Relationships 
Knowledge Provider uses relationships to represent interdependencies between documents. An internal relationship links two Knowledge Provider documents according to certain criteria. Different classes of relationships exist independently of these criteria. Every relationship is a standalone object. Aside from internal relationships, there are also relationships from KPro administration objects to KPro external documents. These are called external relationships.
Example
A document that is administrated as a physical document in Knowledge Provider is translated from German into English. The creation of the translated version creates a language relationship between the two documents, and this relationship allows us to conceptually define the English version of the document. The criterion for the creation of the relationship in this case is the language. The creation and administration of a language relationship is called language versioning.
The Knowledge Provider provides the following predefined relationship types or relationship classes:
Collection relationship
The collection relationship (LOGOBJECT) models this behavior. A particular physical document belongs exclusively to one logical document. This relationship means that the logical document acts as a container for the physical document.
Template relationship
A template relationship (EXPORT_MODEL) exists between two physical documents. In a template relationship, a particular document serves as the template for the creation of a new document or several new documents. This relationship is activated when new documents are created.
Version relationship
The version relationship (VERSIONREF, FORMATREF, TRANSLREF) between document A and document B tells us, for example, that document A was created as a version of document B. This means that document A could be one of the following:
A translation
An updated version of the document
A backup copy in a different format
Description relationship
The description relationship (DESCOBJECT) tells us that an information object is actually a description of another information object. This type of relationship can be useful if the content in question is an image, for example.
Structure relationship
A structure relationship (STRUCTLINK) models a hierarchical relationship between the contents of two documents. The relationship could be, for example, that between chapters and paragraphs in a book.
Hyperlink relationship
A hyperlink relationship (HYPERLINK) is used to represent hyperlinks between documents. If a hyperlink points to a logical document, the Knowledge Provider’s context resolution function is used.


Look through the listing below, and wherever a line has the string "FRONT", pull it out.

▸ **Source data**:
*** Begin section ***

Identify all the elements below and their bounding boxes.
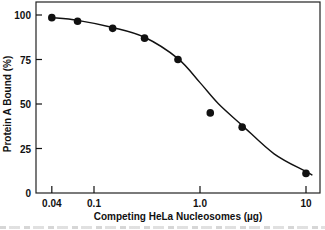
plot-frame [36,2,320,193]
y-tick-label: 75 [20,55,32,66]
x-tick-label: 0.04 [42,198,62,209]
x-axis-title: Competing HeLa Nucleosomes (µg) [94,211,263,222]
y-axis: 0255075100 [14,10,42,199]
x-tick-label: 0.1 [87,198,101,209]
y-tick-label: 100 [14,10,31,21]
fitted-curve [52,18,313,176]
y-tick-label: 50 [20,99,32,110]
data-point [302,170,310,178]
chart: 0255075100 0.040.11.010 Competing HeLa N… [0,0,325,224]
x-axis: 0.040.11.010 [42,186,312,209]
plot-border [36,2,320,193]
figure-caption-clipped [0,224,325,230]
data-point [174,56,182,64]
data-points [48,14,310,177]
y-tick-label: 0 [25,188,31,199]
x-tick-label: 10 [300,198,312,209]
data-point [238,123,246,131]
x-tick-label: 1.0 [193,198,207,209]
y-axis-title: Protein A Bound (%) [2,56,13,152]
y-tick-label: 25 [20,144,32,155]
data-point [141,34,149,42]
data-point [48,14,56,22]
data-point [206,109,214,117]
data-point [74,17,82,25]
data-point [109,25,117,33]
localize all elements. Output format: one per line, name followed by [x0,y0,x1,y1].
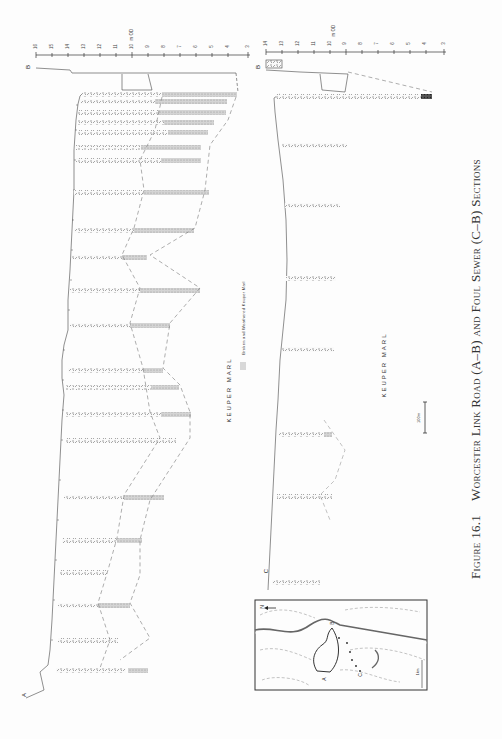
upper-tick-10: 10 [129,44,134,49]
upper-elevation-axis [36,52,250,58]
inset-label-c: C [357,673,363,677]
lower-tick-10: 10 [327,41,332,46]
lower-tick-11: 11 [311,41,316,46]
lower-tick-7: 7 [374,42,379,45]
upper-tick-12: 12 [97,44,102,49]
upper-tick-7: 7 [177,45,182,48]
lower-tick-4: 4 [422,42,427,45]
figure-title: Worcester Link Road (A–B) and Foul Sewer… [468,159,483,501]
lower-geology-label: KEUPER MARL [381,332,387,397]
lower-boreholes [272,94,432,585]
inset-label-b: B [329,621,335,624]
upper-tick-6: 6 [193,45,198,48]
lower-tick-13: 13 [279,41,284,46]
inset-label-a: A [321,677,327,680]
lower-ground-profile [268,94,287,590]
upper-tick-8: 8 [161,45,166,48]
upper-tick-15: 15 [49,44,54,49]
lower-b-connector [266,60,432,92]
scale-bar-label: 100m [416,413,421,423]
lower-tick-12: 12 [295,41,300,46]
inset-north-label: N [259,605,265,609]
legend-swatch [240,362,246,370]
upper-geology-label: KEUPER MARL [226,357,232,422]
point-a-label: A [21,693,27,697]
point-b-lower-label: B [255,65,261,69]
upper-axis-unit: m OD [129,29,134,41]
upper-boreholes [56,92,237,673]
upper-dashed-interfaces [98,97,236,668]
point-b-upper-label: B [25,65,31,69]
upper-tick-5: 5 [209,45,214,48]
legend-label: Broken and Weathered Keuper Marl [241,281,246,355]
lower-elevation-axis [266,49,446,55]
inset-scale-label: 1km [416,669,420,676]
scale-bar [423,402,427,433]
upper-tick-4: 4 [225,45,230,48]
point-c-label: C [263,569,269,573]
lower-tick-14: 14 [263,41,268,46]
figure-caption: Figure 16.1Worcester Link Road (A–B) and… [468,159,484,579]
upper-tick-3: 3 [245,45,250,48]
upper-tick-16: 16 [33,44,38,49]
document-page: 16 15 14 13 12 11 10 9 8 7 6 5 4 3 m OD … [0,0,502,739]
upper-tick-9: 9 [145,45,150,48]
upper-tick-11: 11 [113,44,118,49]
lower-axis-unit: m OD [331,25,336,37]
lower-tick-6: 6 [390,42,395,45]
lower-tick-3: 3 [441,42,446,45]
lower-tick-8: 8 [358,42,363,45]
lower-tick-9: 9 [342,42,347,45]
section-drawing [0,0,502,739]
lower-tick-5: 5 [406,42,411,45]
upper-b-connector [36,68,238,92]
figure-number: Figure 16.1 [468,515,483,579]
inset-map [255,600,427,690]
upper-tick-13: 13 [81,44,86,49]
upper-tick-14: 14 [65,44,70,49]
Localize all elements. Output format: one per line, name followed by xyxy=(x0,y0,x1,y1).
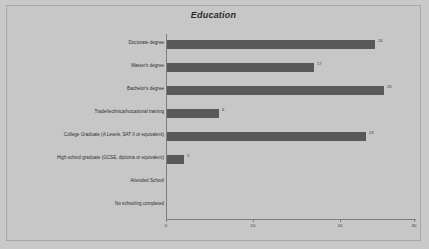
chart-frame: Education Doctorate degree 24 Master's d… xyxy=(6,5,421,241)
category-label: Trade/technical/vocational training xyxy=(94,107,164,116)
x-axis-tick xyxy=(166,219,167,222)
x-axis-tick-label: 30 xyxy=(412,223,417,228)
bar xyxy=(167,109,219,118)
category-label: High school graduate (GCSE, diploma or e… xyxy=(57,153,164,162)
bar xyxy=(167,86,384,95)
x-axis-tick xyxy=(340,219,341,222)
x-axis-line xyxy=(166,219,416,220)
bar xyxy=(167,132,366,141)
bar-row: Trade/technical/vocational training 6 xyxy=(166,103,416,125)
bar-value-label: 25 xyxy=(387,84,392,89)
plot-area: Doctorate degree 24 Master's degree 17 B… xyxy=(166,34,416,226)
x-axis-tick xyxy=(253,219,254,222)
bar-value-label: 2 xyxy=(187,153,189,158)
bar-row: Master's degree 17 xyxy=(166,57,416,79)
chart-title: Education xyxy=(7,10,420,20)
bar-row: Bachelor's degree 25 xyxy=(166,80,416,102)
bar xyxy=(167,63,314,72)
bar-row: High school graduate (GCSE, diploma or e… xyxy=(166,149,416,171)
x-axis-tick-label: 10 xyxy=(251,223,256,228)
category-label: Attended School xyxy=(130,176,164,185)
x-axis-tick xyxy=(414,219,415,222)
bar-value-label: 17 xyxy=(317,61,322,66)
bar-row: Doctorate degree 24 xyxy=(166,34,416,56)
category-label: Master's degree xyxy=(131,61,164,70)
category-label: Doctorate degree xyxy=(129,38,165,47)
category-label: No schooling completed xyxy=(115,199,164,208)
x-axis-tick-label: 0 xyxy=(165,223,167,228)
bar-value-label: 6 xyxy=(222,107,224,112)
bar xyxy=(167,40,375,49)
bar-row: No schooling completed xyxy=(166,195,416,217)
category-label: Bachelor's degree xyxy=(127,84,164,93)
bar-value-label: 23 xyxy=(369,130,374,135)
category-label: College Graduate (A Levels, SAT II or eq… xyxy=(64,130,164,139)
bar-row: College Graduate (A Levels, SAT II or eq… xyxy=(166,126,416,148)
x-axis-tick-label: 20 xyxy=(338,223,343,228)
bar-row: Attended School xyxy=(166,172,416,194)
bar-value-label: 24 xyxy=(378,38,383,43)
bar xyxy=(167,155,184,164)
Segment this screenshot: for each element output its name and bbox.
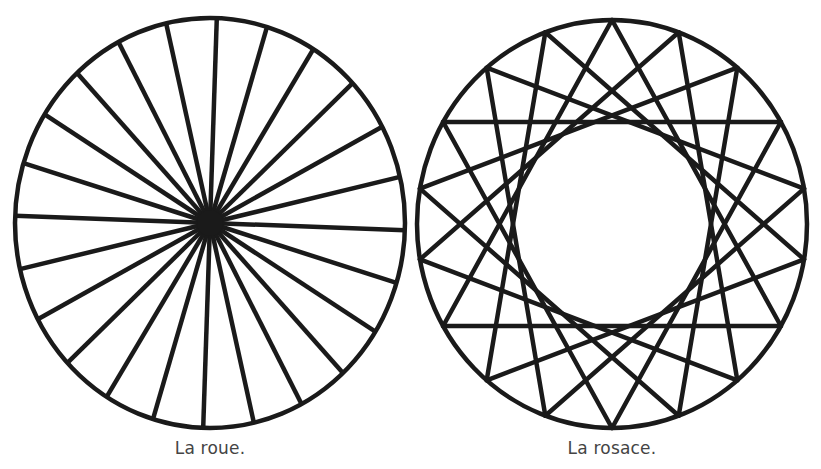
rosace-figure bbox=[417, 20, 807, 428]
wheel-spoke bbox=[203, 223, 210, 428]
wheel-hub bbox=[197, 210, 223, 236]
wheel-spoke bbox=[20, 223, 210, 269]
rosace-caption: La rosace. bbox=[512, 438, 712, 458]
diagram-canvas bbox=[0, 0, 821, 469]
wheel-caption: La roue. bbox=[110, 438, 310, 458]
wheel-spoke bbox=[210, 223, 405, 230]
wheel-spoke bbox=[210, 18, 217, 223]
wheel-spoke bbox=[15, 216, 210, 223]
wheel-spoke bbox=[210, 177, 400, 223]
wheel-spoke bbox=[210, 223, 254, 423]
wheel-figure bbox=[15, 18, 405, 428]
wheel-spoke bbox=[166, 23, 210, 223]
rosace-rim bbox=[417, 20, 807, 428]
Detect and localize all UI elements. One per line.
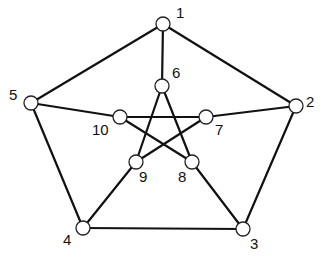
node-label-5: 5 <box>9 86 17 103</box>
node-8 <box>185 155 199 169</box>
node-6 <box>155 79 169 93</box>
node-10 <box>113 110 127 124</box>
node-label-10: 10 <box>92 121 109 138</box>
edge-4-5 <box>31 103 83 228</box>
edge-1-2 <box>163 24 296 106</box>
node-9 <box>129 155 143 169</box>
node-1 <box>156 17 170 31</box>
edge-8-10 <box>120 117 192 162</box>
edge-1-6 <box>162 24 163 86</box>
edge-5-10 <box>31 103 120 117</box>
node-5 <box>24 96 38 110</box>
edge-2-3 <box>243 106 296 229</box>
edge-6-9 <box>136 86 162 162</box>
edge-5-1 <box>31 24 163 103</box>
node-4 <box>76 221 90 235</box>
node-7 <box>199 110 213 124</box>
node-label-8: 8 <box>178 168 186 185</box>
edge-3-8 <box>192 162 243 229</box>
graph-edges <box>31 24 296 229</box>
node-label-4: 4 <box>63 231 71 248</box>
edge-3-4 <box>83 228 243 229</box>
node-label-9: 9 <box>139 168 147 185</box>
petersen-graph: 12345678910 <box>0 0 322 260</box>
node-label-3: 3 <box>250 235 258 252</box>
edge-6-8 <box>162 86 192 162</box>
node-2 <box>289 99 303 113</box>
node-label-2: 2 <box>306 93 314 110</box>
edge-4-9 <box>83 162 136 228</box>
node-label-6: 6 <box>172 64 180 81</box>
edge-2-7 <box>206 106 296 117</box>
node-label-7: 7 <box>215 121 223 138</box>
node-3 <box>236 222 250 236</box>
node-label-1: 1 <box>176 4 184 21</box>
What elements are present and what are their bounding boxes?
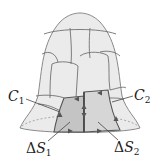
bell-surface-diagram: [0, 0, 160, 163]
label-subscript: 1: [46, 148, 52, 158]
label-symbol: S: [36, 140, 46, 156]
label-delta-s2: ΔS2: [114, 140, 139, 157]
label-subscript: 2: [134, 147, 140, 157]
label-symbol: C: [134, 87, 145, 103]
label-c1: C1: [8, 89, 24, 106]
label-prefix: Δ: [114, 139, 124, 155]
label-symbol: C: [8, 88, 19, 104]
label-symbol: S: [124, 139, 134, 155]
label-prefix: Δ: [26, 140, 36, 156]
label-c2: C2: [134, 88, 150, 105]
label-subscript: 1: [19, 96, 25, 106]
label-subscript: 2: [145, 95, 151, 105]
label-delta-s1: ΔS1: [26, 141, 51, 158]
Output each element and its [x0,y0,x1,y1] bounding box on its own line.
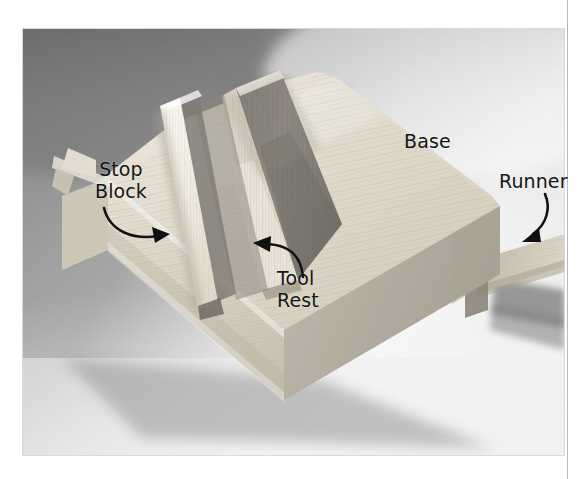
jig-photograph [22,28,565,456]
photo-artwork [22,28,565,456]
page-margin-rule [567,0,568,479]
figure-page: Stop Block Tool Rest Base Runner [0,0,587,479]
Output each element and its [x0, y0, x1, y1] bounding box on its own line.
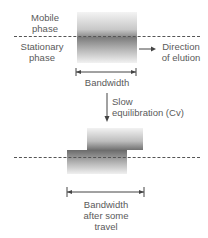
- down-arrow-icon: [105, 93, 110, 122]
- elution-arrow-icon: [139, 47, 156, 52]
- bandwidth-dimension-bottom-icon: [67, 187, 144, 197]
- diagram-arrows: [0, 0, 208, 238]
- bandwidth-dimension-top-icon: [76, 68, 136, 76]
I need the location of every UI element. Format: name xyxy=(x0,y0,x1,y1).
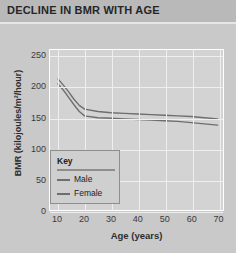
y-tick-label: 250 xyxy=(2,50,46,60)
legend-divider xyxy=(57,169,115,171)
legend-swatch-female xyxy=(57,193,70,195)
x-tick-label: 10 xyxy=(45,214,69,224)
chart-header-bar: DECLINE IN BMR WITH AGE xyxy=(0,0,236,22)
x-tick-label: 50 xyxy=(153,214,177,224)
gridline-vertical xyxy=(166,50,167,210)
y-tick-label: 100 xyxy=(2,144,46,154)
gridline-horizontal xyxy=(50,87,223,88)
x-tick-label: 40 xyxy=(126,214,150,224)
x-tick-label: 30 xyxy=(99,214,123,224)
gridline-vertical xyxy=(139,50,140,210)
x-tick-label: 20 xyxy=(72,214,96,224)
figure-body: BMR (kilojoules/m²/hour) 050100150200250… xyxy=(0,24,236,253)
gridline-horizontal xyxy=(50,212,223,213)
chart-title: DECLINE IN BMR WITH AGE xyxy=(7,4,160,16)
gridline-vertical xyxy=(220,50,221,210)
chart-figure-panel: DECLINE IN BMR WITH AGE BMR (kilojoules/… xyxy=(0,0,236,253)
legend-swatch-male xyxy=(57,179,70,181)
y-tick-label: 150 xyxy=(2,113,46,123)
legend-label-male: Male xyxy=(74,174,92,184)
legend-box: Key Male Female xyxy=(50,150,120,204)
gridline-horizontal xyxy=(50,56,223,57)
x-axis-label: Age (years) xyxy=(49,230,224,241)
y-tick-label: 200 xyxy=(2,81,46,91)
x-tick-label: 60 xyxy=(180,214,204,224)
legend-title: Key xyxy=(57,156,73,166)
gridline-vertical xyxy=(193,50,194,210)
x-tick-label: 70 xyxy=(207,214,231,224)
y-tick-label: 50 xyxy=(2,175,46,185)
x-axis-ticks: 10203040506070 xyxy=(0,214,236,228)
legend-label-female: Female xyxy=(74,188,102,198)
gridline-horizontal xyxy=(50,119,223,120)
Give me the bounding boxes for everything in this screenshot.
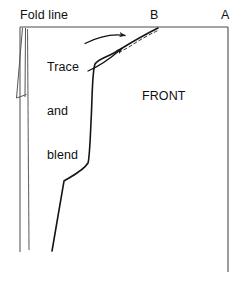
trace-pointer-arrow xyxy=(85,35,125,44)
trace-and-blend-line-3: blend xyxy=(47,148,79,163)
pattern-drawing-canvas xyxy=(0,0,248,284)
dart-leg-right xyxy=(25,28,26,97)
trace-and-blend-line-2: and xyxy=(47,104,79,119)
trace-and-blend-line-1: Trace xyxy=(47,60,79,75)
trace-and-blend-label: Trace and blend xyxy=(47,30,79,192)
point-a-label: A xyxy=(221,8,229,23)
front-piece-label: FRONT xyxy=(142,89,186,104)
blend-dashed-curve xyxy=(120,31,157,52)
point-b-label: B xyxy=(150,8,158,23)
pattern-diagram: Fold line B A Trace and blend FRONT xyxy=(0,0,248,284)
fold-line-label: Fold line xyxy=(20,8,68,23)
inner-vertical-guideline xyxy=(28,29,30,250)
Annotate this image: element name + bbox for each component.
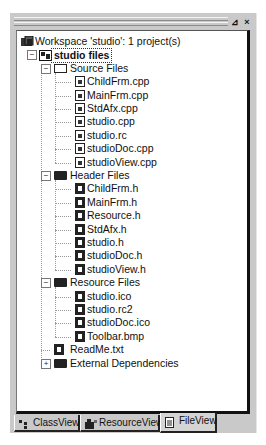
fileview-panel: ⊿ × Workspace 'studio': 1 project(s)−stu… [10,13,257,433]
tree-item-label: studio.rc2 [87,303,133,316]
tree-item-label: studioDoc.ico [87,316,150,329]
resource-icon [85,418,95,428]
tree-item-file[interactable]: studio.rc2 [21,303,241,316]
source-file-icon [75,116,85,127]
tree-item-label: Resource.h [87,209,141,222]
tree-item-label: ChildFrm.h [87,182,138,195]
tree-item-header-folder[interactable]: −Header Files [21,169,241,182]
tree-item-label: ChildFrm.cpp [87,75,149,88]
view-tabs: ClassView ResourceView FileView [14,415,254,433]
tree-item-label: Header Files [70,169,130,182]
tree-item-file[interactable]: ChildFrm.cpp [21,75,241,88]
source-file-icon [75,90,85,101]
file-icon [75,237,85,248]
tree-item-label: studio.rc [87,129,127,142]
tree-item-resource-folder[interactable]: −Resource Files [21,276,241,289]
tree-item-file[interactable]: studioDoc.h [21,249,241,262]
source-file-icon [75,157,85,168]
tree-item-label: External Dependencies [70,357,179,370]
tree-item-file[interactable]: studioDoc.cpp [21,142,241,155]
project-icon [39,49,49,60]
panel-titlebar[interactable]: ⊿ × [10,13,256,30]
tree-item-file[interactable]: studio.h [21,236,241,249]
file-icon [75,317,85,328]
file-icon [75,210,85,221]
tree-item-file[interactable]: Resource.h [21,209,241,222]
tree-item-label: MainFrm.cpp [87,89,148,102]
tree-item-readme[interactable]: ReadMe.txt [21,343,241,356]
file-icon [75,183,85,194]
file-icon [54,344,64,355]
tree-item-label: studio.ico [87,290,131,303]
tree-item-file[interactable]: StdAfx.cpp [21,102,241,115]
tree-item-file[interactable]: StdAfx.h [21,223,241,236]
file-icon [75,250,85,261]
file-icon [75,291,85,302]
collapse-toggle-icon[interactable]: − [41,278,51,288]
file-icon [75,197,85,208]
tree-item-file[interactable]: ChildFrm.h [21,182,241,195]
file-icon [75,224,85,235]
file-tree: Workspace 'studio': 1 project(s)−studio … [16,30,250,414]
tree-item-file[interactable]: studioView.cpp [21,156,241,169]
tree-item-label: ReadMe.txt [70,343,124,356]
tree-item-label: StdAfx.h [87,223,127,236]
tree-item-label: studioDoc.h [87,249,142,262]
tree-item-label: StdAfx.cpp [87,102,138,115]
tree-item-file[interactable]: studioView.h [21,263,241,276]
workspace-icon [21,36,31,47]
tree-item-label: Workspace 'studio': 1 project(s) [35,35,181,48]
file-icon [75,264,85,275]
source-file-icon [75,76,85,87]
folder-icon [54,171,67,180]
grip-line [14,22,228,26]
tree-item-label: studio.cpp [87,115,135,128]
expand-toggle-icon[interactable]: + [41,359,51,369]
tree-item-file[interactable]: studio.cpp [21,115,241,128]
tree-item-label: studioView.h [87,263,146,276]
collapse-toggle-icon[interactable]: − [41,171,51,181]
tree-item-label: Resource Files [70,276,140,289]
collapse-toggle-icon[interactable]: − [27,50,37,60]
pin-icon[interactable]: ⊿ [230,17,240,27]
class-icon [19,418,29,428]
folder-icon [54,359,67,368]
source-file-icon [75,130,85,141]
file-icon [165,417,175,427]
tab-label: ClassView [33,417,80,428]
tab-classview[interactable]: ClassView [14,415,80,432]
tree-item-source-folder[interactable]: −Source Files [21,62,241,75]
tree-item-label: MainFrm.h [87,196,137,209]
grip-line [14,17,228,21]
tab-label: FileView [179,415,217,426]
tree-item-label: Source Files [70,62,128,75]
tree-item-project[interactable]: −studio files [21,48,241,61]
tree-item-label: studioDoc.cpp [87,142,154,155]
tree-item-label: studioView.cpp [87,156,157,169]
tree-item-file[interactable]: studioDoc.ico [21,316,241,329]
tree-item-file[interactable]: studio.ico [21,290,241,303]
tree-item-external-dependencies[interactable]: +External Dependencies [21,357,241,370]
tree-item-label: Toolbar.bmp [87,330,144,343]
source-file-icon [75,143,85,154]
file-icon [75,331,85,342]
folder-open-icon [54,64,67,73]
tab-resourceview[interactable]: ResourceView [80,415,160,432]
source-file-icon [75,103,85,114]
close-icon[interactable]: × [242,17,252,27]
tree-item-workspace[interactable]: Workspace 'studio': 1 project(s) [21,35,241,48]
folder-icon [54,278,67,287]
tree-item-file[interactable]: studio.rc [21,129,241,142]
file-icon [75,304,85,315]
tree-item-file[interactable]: MainFrm.cpp [21,89,241,102]
collapse-toggle-icon[interactable]: − [41,64,51,74]
tree-item-file[interactable]: MainFrm.h [21,196,241,209]
tab-label: ResourceView [99,417,163,428]
tree-item-file[interactable]: Toolbar.bmp [21,330,241,343]
tab-fileview[interactable]: FileView [160,413,217,433]
tree-item-label: studio.h [87,236,124,249]
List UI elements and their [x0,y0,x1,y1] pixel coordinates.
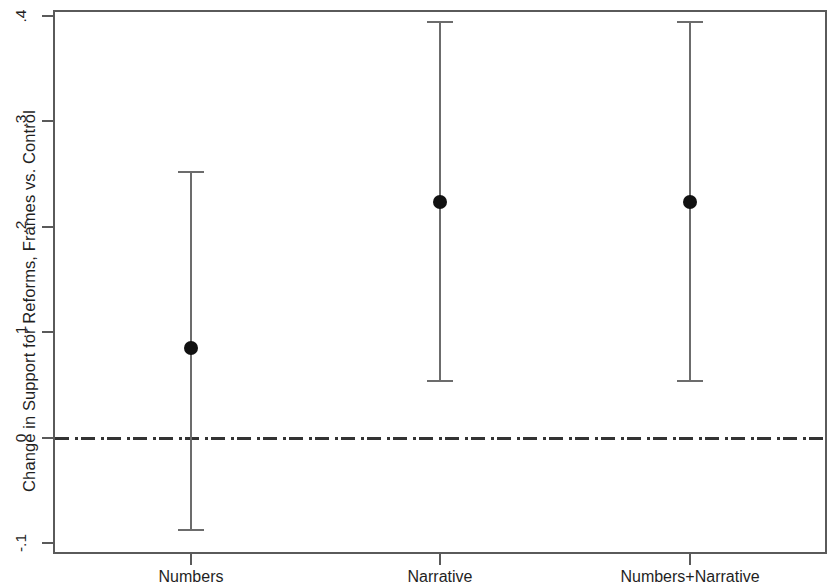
y-tick-mark [42,542,53,544]
y-tick-mark [42,226,53,228]
x-tick-mark [689,554,691,565]
error-bar-cap-upper [677,21,703,23]
zero-reference-line [55,437,825,440]
error-bar-cap-lower [677,380,703,382]
x-tick-label: Narrative [310,568,570,582]
y-tick-mark [42,331,53,333]
y-tick-label: .2 [7,210,35,244]
y-tick-label: .3 [7,104,35,138]
estimate-marker [683,195,697,209]
y-tick-label: .1 [7,315,35,349]
error-bar-cap-upper [427,21,453,23]
x-tick-label: Numbers [61,568,321,582]
x-tick-mark [439,554,441,565]
x-tick-mark [190,554,192,565]
estimate-marker [184,341,198,355]
x-tick-label: Numbers+Narrative [560,568,820,582]
coefficient-plot-figure: Change in Support for Reforms, Frames vs… [0,0,829,582]
error-bar-cap-lower [178,529,204,531]
y-tick-mark [42,15,53,17]
y-tick-label: .4 [7,0,35,33]
y-tick-mark [42,437,53,439]
y-tick-label: -.1 [7,526,35,560]
y-tick-label: 0 [7,421,35,455]
error-bar-cap-upper [178,171,204,173]
y-tick-mark [42,120,53,122]
estimate-marker [433,195,447,209]
error-bar-cap-lower [427,380,453,382]
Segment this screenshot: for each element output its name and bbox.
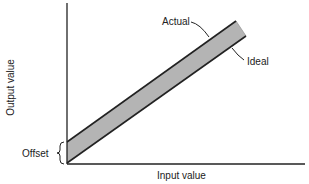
offset-error-band xyxy=(67,21,246,163)
offset-brace xyxy=(57,142,64,164)
actual-line xyxy=(67,21,236,142)
ideal-line xyxy=(67,36,246,163)
ideal-label: Ideal xyxy=(247,56,269,67)
actual-label: Actual xyxy=(162,16,190,27)
y-axis-label: Output value xyxy=(5,59,16,116)
offset-label: Offset xyxy=(22,148,49,159)
ideal-leader xyxy=(232,48,244,60)
x-axis-label: Input value xyxy=(157,170,206,181)
actual-leader xyxy=(191,22,209,37)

*** End section ***

▸ **Task response**:
front-piece-label: FRONT xyxy=(142,89,186,104)
pattern-diagram: Fold line B A Trace and blend FRONT xyxy=(0,0,248,284)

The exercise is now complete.